Start of Material for this exercise
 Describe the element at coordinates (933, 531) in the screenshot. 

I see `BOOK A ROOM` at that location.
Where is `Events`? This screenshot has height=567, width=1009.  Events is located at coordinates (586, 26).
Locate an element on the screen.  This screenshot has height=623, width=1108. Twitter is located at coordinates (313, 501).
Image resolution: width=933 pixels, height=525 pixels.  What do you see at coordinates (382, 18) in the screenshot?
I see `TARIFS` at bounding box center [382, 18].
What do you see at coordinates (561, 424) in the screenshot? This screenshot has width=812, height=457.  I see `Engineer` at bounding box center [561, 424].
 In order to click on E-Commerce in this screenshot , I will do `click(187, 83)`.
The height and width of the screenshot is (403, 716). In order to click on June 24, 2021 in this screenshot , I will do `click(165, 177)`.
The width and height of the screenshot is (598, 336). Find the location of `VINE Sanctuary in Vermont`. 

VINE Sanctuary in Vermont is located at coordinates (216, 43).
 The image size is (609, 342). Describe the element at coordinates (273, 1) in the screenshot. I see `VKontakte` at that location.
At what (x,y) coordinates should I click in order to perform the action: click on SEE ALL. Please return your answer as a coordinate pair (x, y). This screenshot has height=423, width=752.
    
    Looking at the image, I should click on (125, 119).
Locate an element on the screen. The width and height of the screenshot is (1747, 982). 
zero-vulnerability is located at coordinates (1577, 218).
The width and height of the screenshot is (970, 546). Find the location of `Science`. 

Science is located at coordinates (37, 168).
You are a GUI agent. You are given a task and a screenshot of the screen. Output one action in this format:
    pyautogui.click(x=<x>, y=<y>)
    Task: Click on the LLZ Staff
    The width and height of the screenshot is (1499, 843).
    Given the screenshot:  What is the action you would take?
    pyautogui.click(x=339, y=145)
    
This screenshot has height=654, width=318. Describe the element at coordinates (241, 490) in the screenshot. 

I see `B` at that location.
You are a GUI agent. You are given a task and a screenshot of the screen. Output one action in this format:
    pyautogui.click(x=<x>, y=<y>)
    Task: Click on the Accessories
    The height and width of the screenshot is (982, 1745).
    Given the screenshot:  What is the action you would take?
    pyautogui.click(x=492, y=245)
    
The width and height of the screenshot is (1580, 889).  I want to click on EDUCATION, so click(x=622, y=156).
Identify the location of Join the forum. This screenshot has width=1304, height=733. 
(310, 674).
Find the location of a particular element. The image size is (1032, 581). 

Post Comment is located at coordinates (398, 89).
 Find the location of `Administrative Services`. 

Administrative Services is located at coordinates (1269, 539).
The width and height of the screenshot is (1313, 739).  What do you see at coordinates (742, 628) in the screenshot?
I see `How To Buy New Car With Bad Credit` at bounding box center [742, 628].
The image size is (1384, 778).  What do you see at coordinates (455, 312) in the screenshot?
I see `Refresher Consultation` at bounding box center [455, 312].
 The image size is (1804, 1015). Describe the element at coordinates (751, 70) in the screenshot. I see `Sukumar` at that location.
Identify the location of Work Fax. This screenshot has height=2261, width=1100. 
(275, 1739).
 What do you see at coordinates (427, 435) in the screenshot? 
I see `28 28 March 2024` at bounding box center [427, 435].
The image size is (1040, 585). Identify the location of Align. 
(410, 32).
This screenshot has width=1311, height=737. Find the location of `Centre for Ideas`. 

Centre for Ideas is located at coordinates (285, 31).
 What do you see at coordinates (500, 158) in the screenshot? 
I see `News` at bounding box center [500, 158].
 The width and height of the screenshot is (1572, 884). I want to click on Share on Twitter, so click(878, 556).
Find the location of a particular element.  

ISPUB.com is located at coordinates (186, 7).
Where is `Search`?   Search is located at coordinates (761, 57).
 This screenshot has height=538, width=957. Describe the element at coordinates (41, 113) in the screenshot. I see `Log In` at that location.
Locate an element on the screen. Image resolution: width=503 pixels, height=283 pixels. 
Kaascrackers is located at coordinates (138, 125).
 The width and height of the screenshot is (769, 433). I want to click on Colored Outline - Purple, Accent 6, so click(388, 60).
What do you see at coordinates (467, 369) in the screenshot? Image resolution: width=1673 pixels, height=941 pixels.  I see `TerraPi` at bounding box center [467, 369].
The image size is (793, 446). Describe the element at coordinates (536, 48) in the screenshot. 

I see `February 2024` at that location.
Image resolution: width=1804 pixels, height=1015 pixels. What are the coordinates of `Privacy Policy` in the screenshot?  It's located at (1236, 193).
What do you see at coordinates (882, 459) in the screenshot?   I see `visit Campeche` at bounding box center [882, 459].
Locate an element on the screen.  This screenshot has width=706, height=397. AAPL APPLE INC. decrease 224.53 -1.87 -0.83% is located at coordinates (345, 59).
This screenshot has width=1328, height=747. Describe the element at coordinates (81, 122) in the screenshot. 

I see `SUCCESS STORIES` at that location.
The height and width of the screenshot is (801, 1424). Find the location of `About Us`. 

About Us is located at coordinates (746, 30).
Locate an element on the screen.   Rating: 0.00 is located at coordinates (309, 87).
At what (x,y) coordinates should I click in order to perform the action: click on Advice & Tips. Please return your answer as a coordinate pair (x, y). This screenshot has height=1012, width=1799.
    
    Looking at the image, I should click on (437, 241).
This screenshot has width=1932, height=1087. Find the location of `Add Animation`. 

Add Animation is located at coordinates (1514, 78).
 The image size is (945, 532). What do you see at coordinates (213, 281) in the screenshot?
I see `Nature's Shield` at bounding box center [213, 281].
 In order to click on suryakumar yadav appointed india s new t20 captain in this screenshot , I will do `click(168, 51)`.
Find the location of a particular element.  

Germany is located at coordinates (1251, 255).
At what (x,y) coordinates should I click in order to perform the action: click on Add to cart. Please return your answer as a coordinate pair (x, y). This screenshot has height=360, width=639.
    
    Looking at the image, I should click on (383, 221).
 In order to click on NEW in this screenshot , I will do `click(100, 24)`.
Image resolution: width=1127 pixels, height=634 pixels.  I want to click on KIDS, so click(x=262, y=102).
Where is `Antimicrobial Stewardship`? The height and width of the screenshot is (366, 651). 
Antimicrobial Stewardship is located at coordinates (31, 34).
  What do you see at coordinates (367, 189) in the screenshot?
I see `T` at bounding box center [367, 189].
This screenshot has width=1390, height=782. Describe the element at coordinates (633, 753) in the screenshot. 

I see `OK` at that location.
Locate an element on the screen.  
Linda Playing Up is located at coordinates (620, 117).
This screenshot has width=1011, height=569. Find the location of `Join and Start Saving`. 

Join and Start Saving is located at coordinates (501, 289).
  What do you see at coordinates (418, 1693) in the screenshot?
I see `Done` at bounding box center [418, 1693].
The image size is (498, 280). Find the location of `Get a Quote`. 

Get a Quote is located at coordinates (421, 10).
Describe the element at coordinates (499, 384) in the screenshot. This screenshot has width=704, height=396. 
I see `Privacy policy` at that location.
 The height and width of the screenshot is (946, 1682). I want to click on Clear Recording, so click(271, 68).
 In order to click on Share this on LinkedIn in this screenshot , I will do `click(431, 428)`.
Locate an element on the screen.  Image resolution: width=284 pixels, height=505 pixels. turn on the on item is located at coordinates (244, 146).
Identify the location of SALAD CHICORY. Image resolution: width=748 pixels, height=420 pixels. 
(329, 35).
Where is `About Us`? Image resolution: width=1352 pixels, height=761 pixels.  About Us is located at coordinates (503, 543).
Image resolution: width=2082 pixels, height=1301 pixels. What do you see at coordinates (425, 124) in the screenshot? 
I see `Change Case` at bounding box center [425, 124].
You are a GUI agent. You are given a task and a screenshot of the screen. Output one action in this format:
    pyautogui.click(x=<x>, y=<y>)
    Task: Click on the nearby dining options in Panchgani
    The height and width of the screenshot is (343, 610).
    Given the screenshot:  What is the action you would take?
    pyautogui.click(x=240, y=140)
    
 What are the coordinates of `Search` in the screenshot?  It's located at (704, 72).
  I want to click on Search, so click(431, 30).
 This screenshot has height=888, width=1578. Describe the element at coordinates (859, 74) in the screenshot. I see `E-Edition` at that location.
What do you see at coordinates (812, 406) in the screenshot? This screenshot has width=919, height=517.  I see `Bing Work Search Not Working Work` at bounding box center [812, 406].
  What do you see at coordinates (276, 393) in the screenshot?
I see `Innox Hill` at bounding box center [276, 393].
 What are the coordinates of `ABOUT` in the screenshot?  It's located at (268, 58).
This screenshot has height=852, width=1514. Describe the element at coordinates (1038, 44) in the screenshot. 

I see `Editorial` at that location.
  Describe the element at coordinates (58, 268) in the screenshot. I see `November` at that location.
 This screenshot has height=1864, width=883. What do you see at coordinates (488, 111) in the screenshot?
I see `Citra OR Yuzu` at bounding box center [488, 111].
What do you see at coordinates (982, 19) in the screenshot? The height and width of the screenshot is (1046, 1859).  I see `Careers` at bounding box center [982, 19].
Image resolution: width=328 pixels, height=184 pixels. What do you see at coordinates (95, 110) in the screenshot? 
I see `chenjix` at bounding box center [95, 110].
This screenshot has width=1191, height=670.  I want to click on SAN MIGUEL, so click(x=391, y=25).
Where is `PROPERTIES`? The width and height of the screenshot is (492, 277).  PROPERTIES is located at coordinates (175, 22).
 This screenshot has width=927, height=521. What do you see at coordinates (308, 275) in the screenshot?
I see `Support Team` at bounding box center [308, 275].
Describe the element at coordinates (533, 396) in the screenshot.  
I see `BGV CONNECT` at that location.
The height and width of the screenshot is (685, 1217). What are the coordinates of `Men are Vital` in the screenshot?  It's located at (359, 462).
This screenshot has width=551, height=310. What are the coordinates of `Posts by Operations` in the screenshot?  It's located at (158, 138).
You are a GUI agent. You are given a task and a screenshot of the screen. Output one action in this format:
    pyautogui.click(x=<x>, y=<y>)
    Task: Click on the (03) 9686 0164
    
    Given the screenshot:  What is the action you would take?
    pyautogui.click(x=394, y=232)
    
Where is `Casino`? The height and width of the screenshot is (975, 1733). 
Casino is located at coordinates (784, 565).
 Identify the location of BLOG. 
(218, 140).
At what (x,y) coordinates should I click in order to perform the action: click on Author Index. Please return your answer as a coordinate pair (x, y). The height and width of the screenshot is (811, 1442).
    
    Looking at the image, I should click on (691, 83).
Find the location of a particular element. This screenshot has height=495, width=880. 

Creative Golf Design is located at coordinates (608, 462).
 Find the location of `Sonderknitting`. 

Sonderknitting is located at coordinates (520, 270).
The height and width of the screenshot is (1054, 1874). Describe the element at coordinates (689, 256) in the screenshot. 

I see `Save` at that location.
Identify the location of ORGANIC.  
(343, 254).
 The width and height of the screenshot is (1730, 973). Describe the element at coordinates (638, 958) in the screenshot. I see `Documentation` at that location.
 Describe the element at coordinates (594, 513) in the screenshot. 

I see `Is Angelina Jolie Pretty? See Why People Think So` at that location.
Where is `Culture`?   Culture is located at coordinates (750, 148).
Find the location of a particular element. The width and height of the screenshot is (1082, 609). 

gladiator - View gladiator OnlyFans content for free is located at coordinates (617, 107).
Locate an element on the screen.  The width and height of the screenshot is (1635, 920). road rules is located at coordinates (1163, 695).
End of Material for this exercise
Beginning with the line that holds "Identify the location of ORGANIC.", please return every line through the end of the data, exactly as written.

Identify the location of ORGANIC.  
(343, 254).
 The width and height of the screenshot is (1730, 973). Describe the element at coordinates (638, 958) in the screenshot. I see `Documentation` at that location.
 Describe the element at coordinates (594, 513) in the screenshot. 

I see `Is Angelina Jolie Pretty? See Why People Think So` at that location.
Where is `Culture`?   Culture is located at coordinates (750, 148).
Find the location of a particular element. The width and height of the screenshot is (1082, 609). 

gladiator - View gladiator OnlyFans content for free is located at coordinates (617, 107).
Locate an element on the screen.  The width and height of the screenshot is (1635, 920). road rules is located at coordinates (1163, 695).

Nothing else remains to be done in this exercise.